[Instrument reading data]
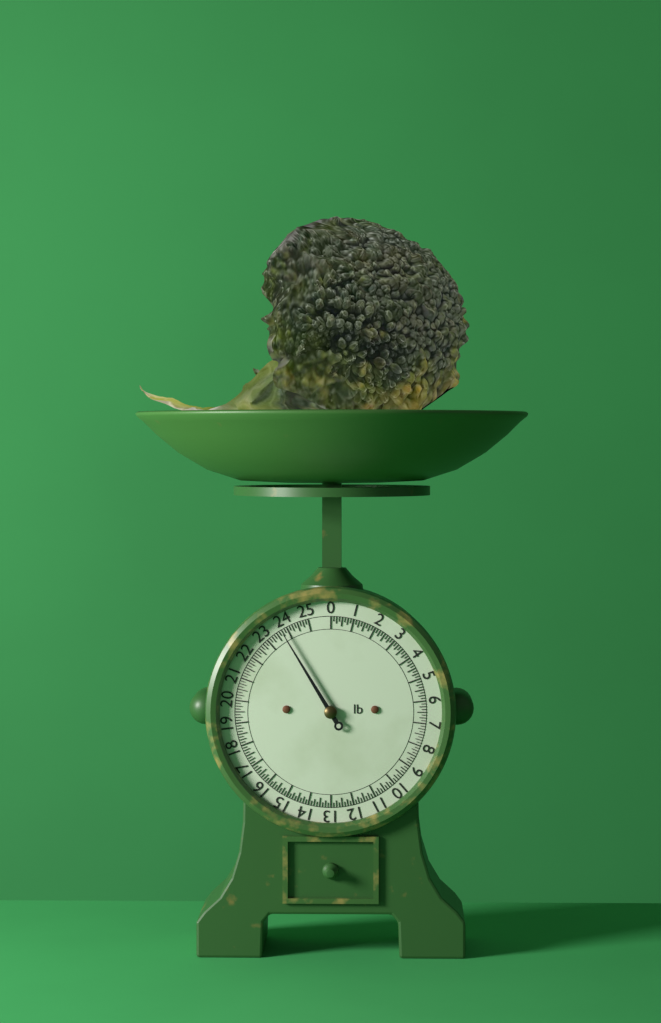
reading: 23.750 lb
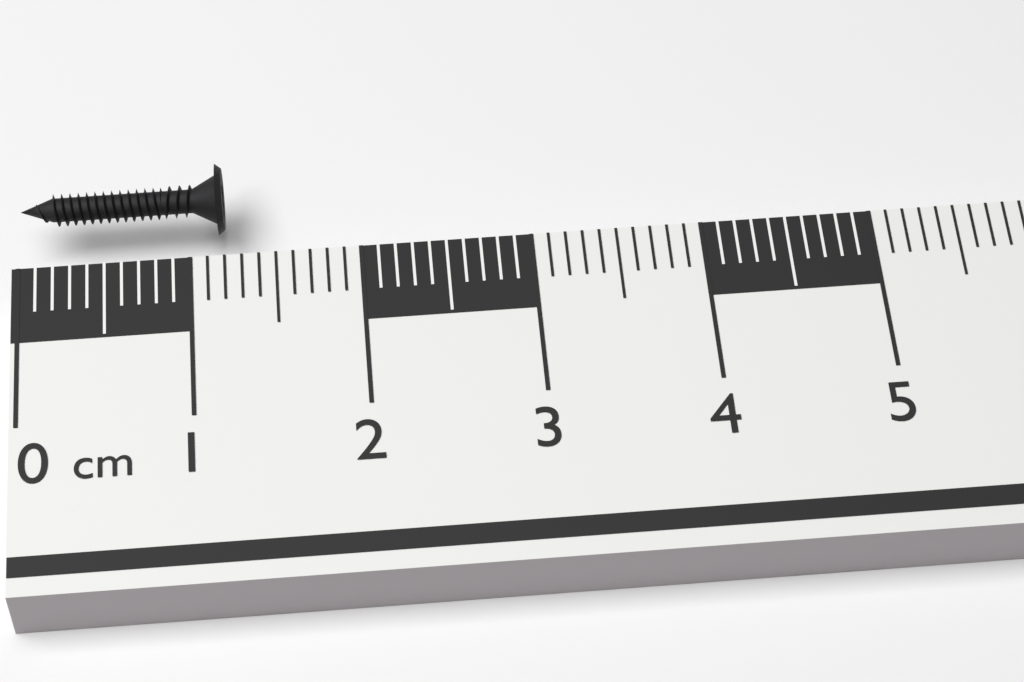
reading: 1.2 cm
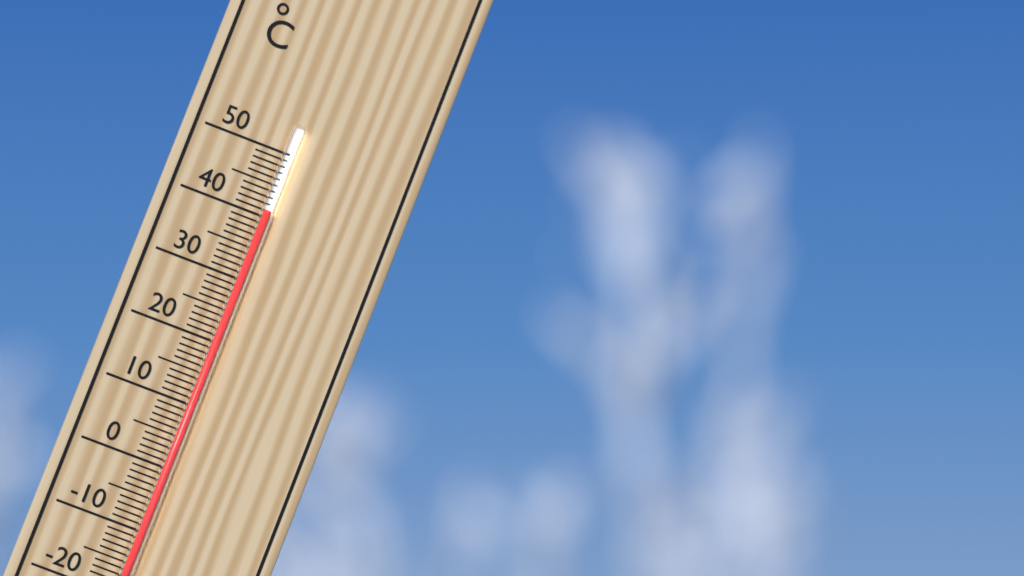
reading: 41 °C
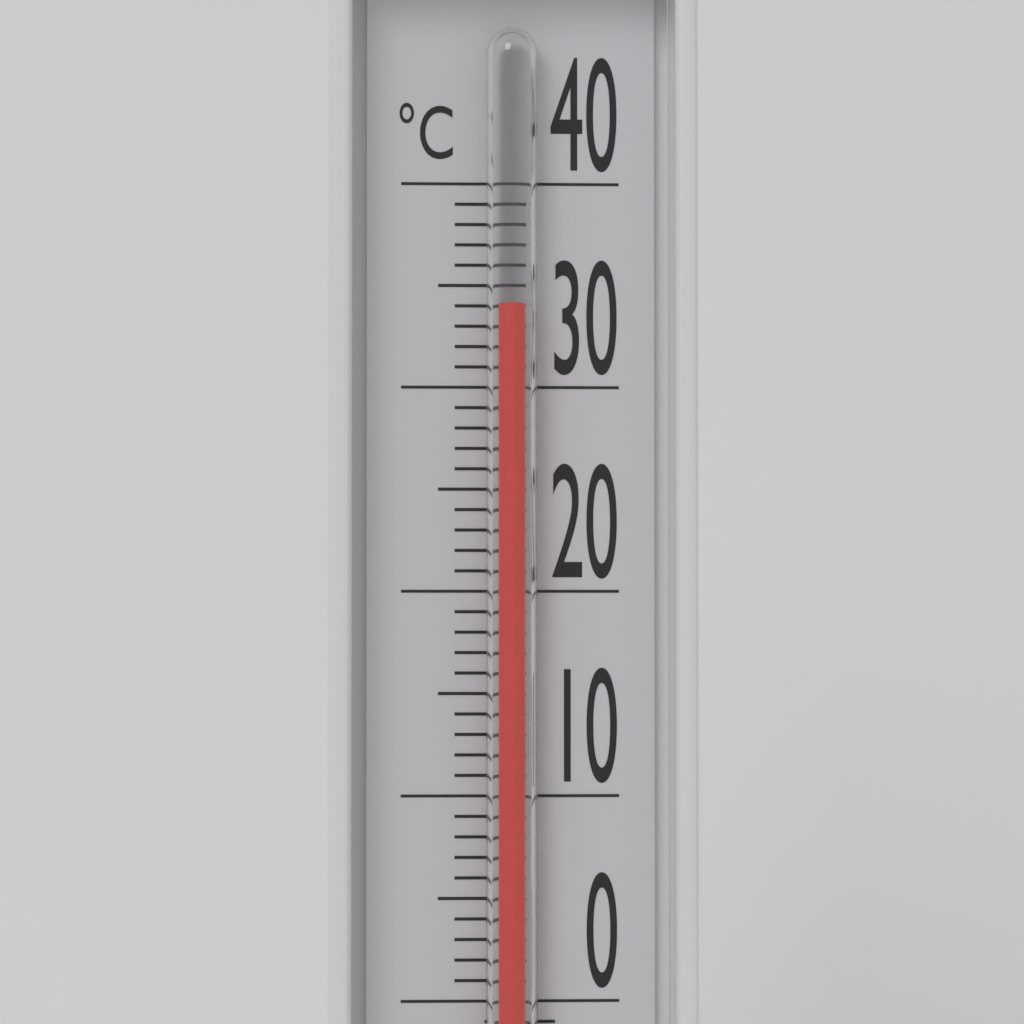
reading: 34 °C
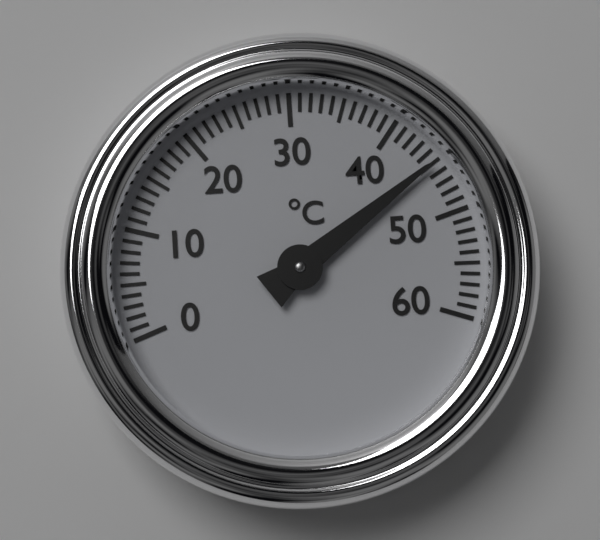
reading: 45 °C
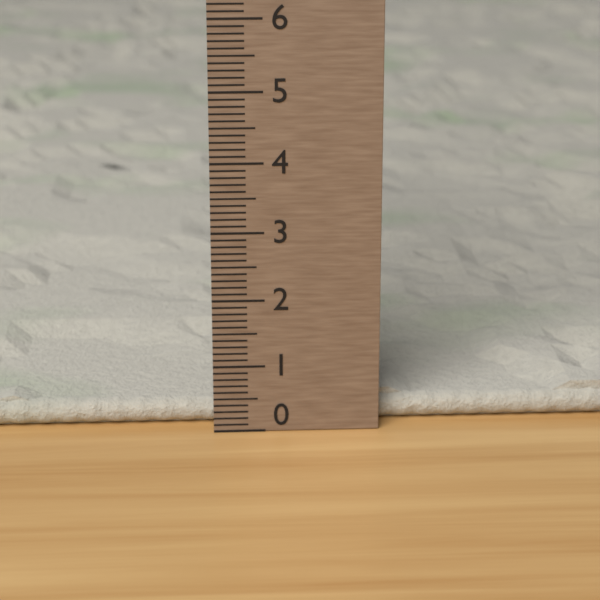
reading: 0.5 (no unit)
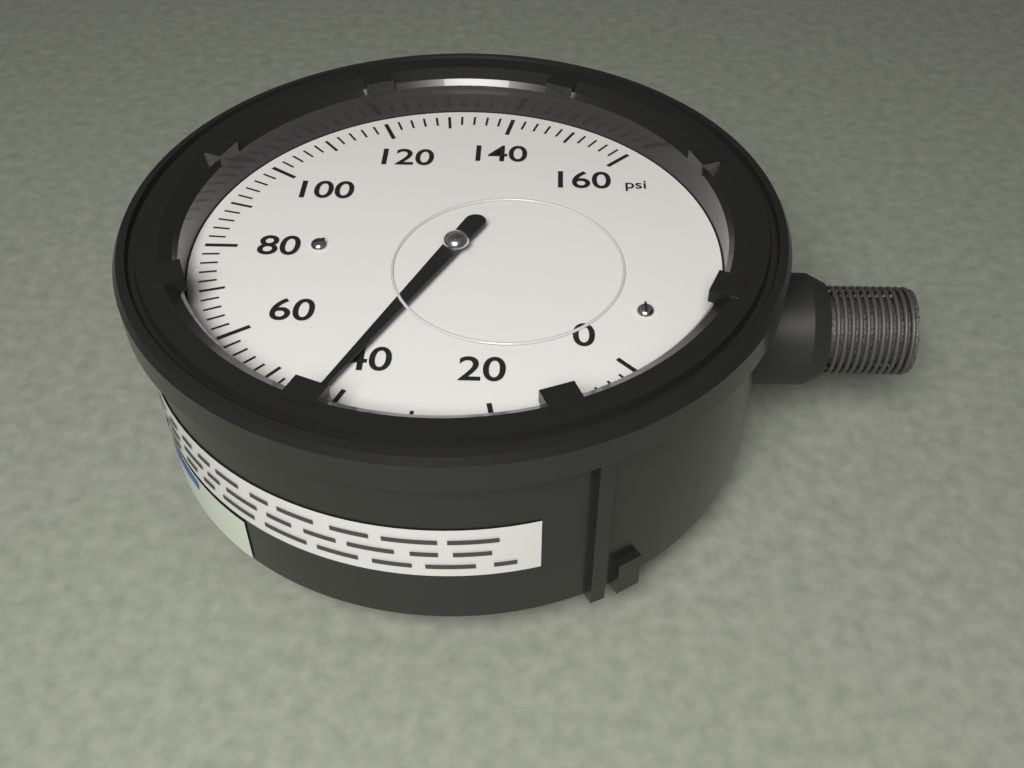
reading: 42 psi
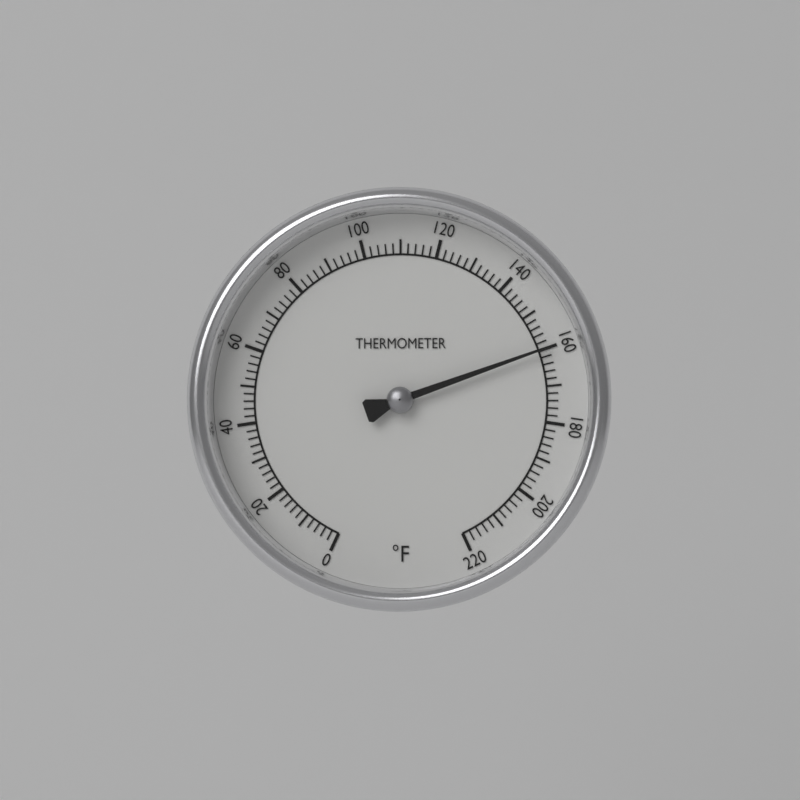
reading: 160 °F
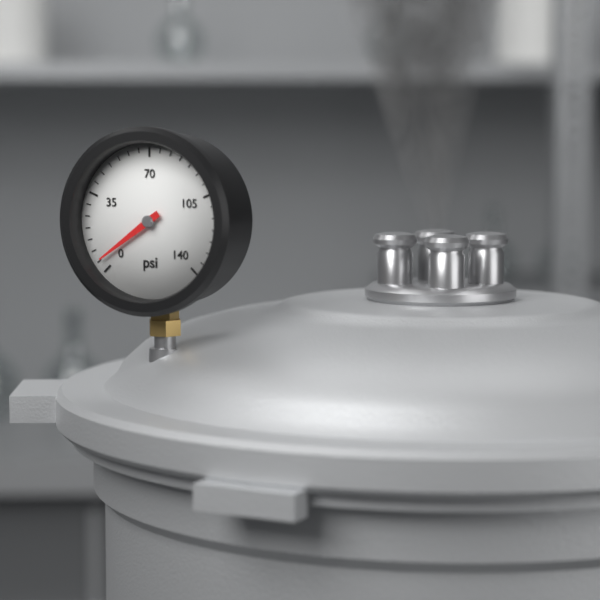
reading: 5 psi
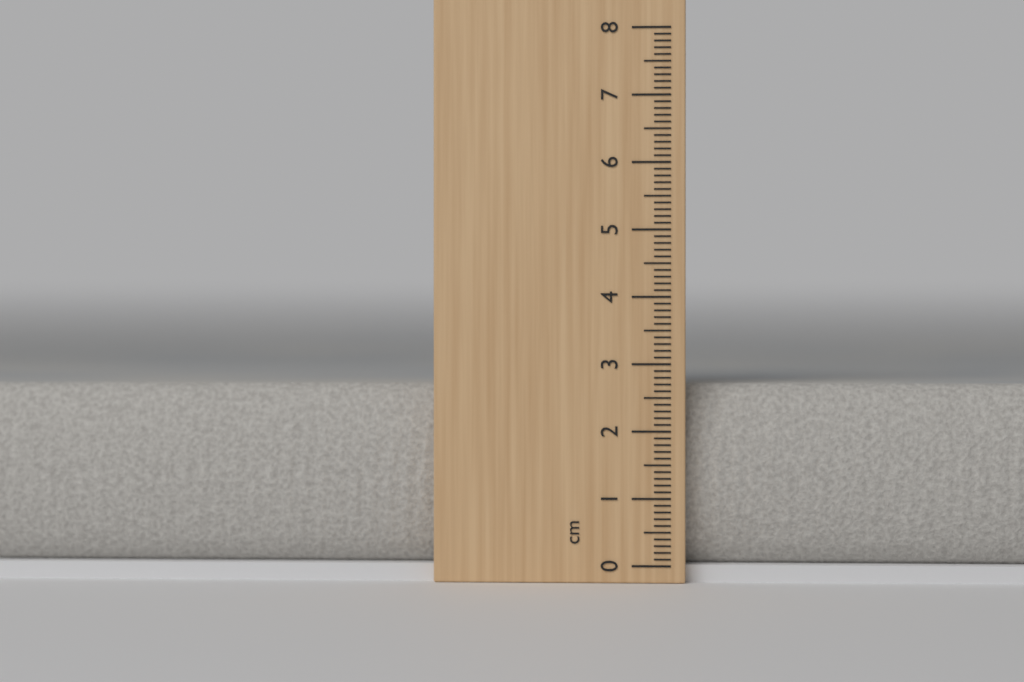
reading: 2.7 cm
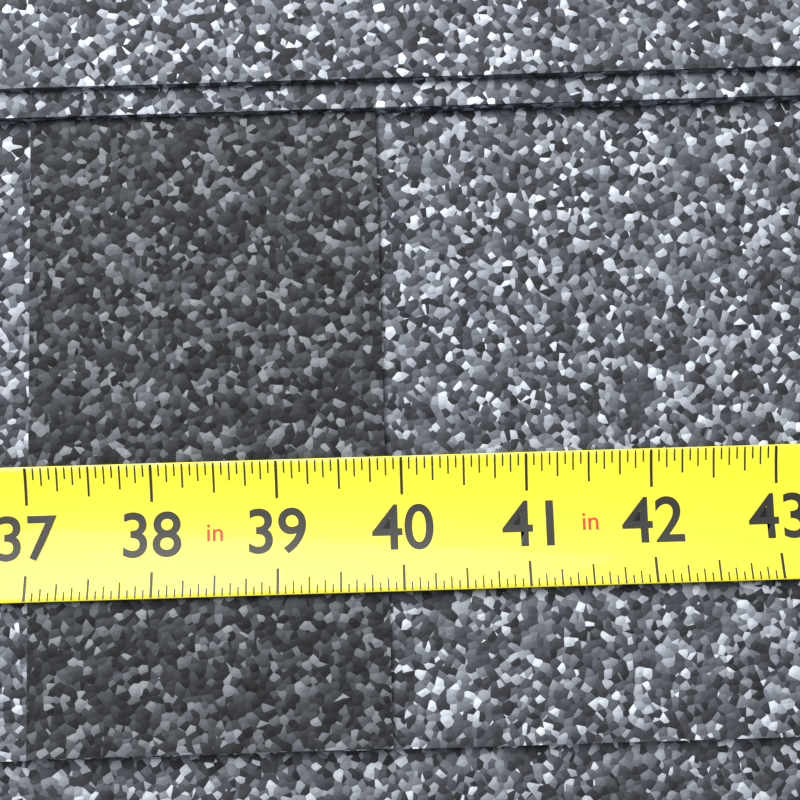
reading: 39.8750 in
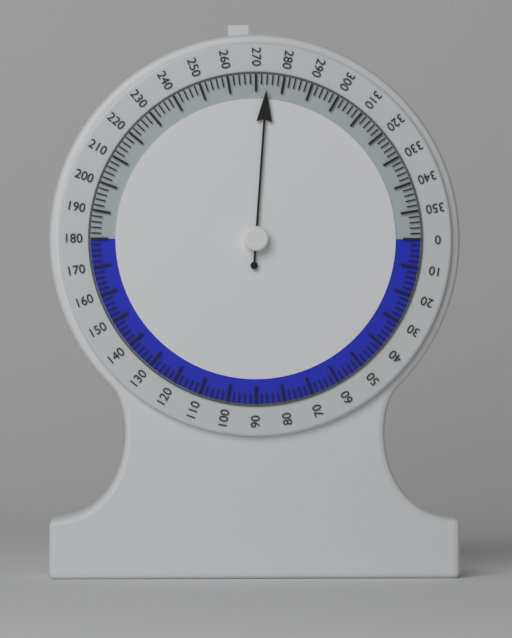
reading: 274 (no unit)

### Exercise aim
Reproduce these records exactly, but not the pictures.

### Task result
reading: 23.750 lb
reading: 1.2 cm
reading: 41 °C
reading: 34 °C
reading: 45 °C
reading: 0.5 (no unit)
reading: 42 psi
reading: 160 °F
reading: 5 psi
reading: 2.7 cm
reading: 39.8750 in
reading: 274 (no unit)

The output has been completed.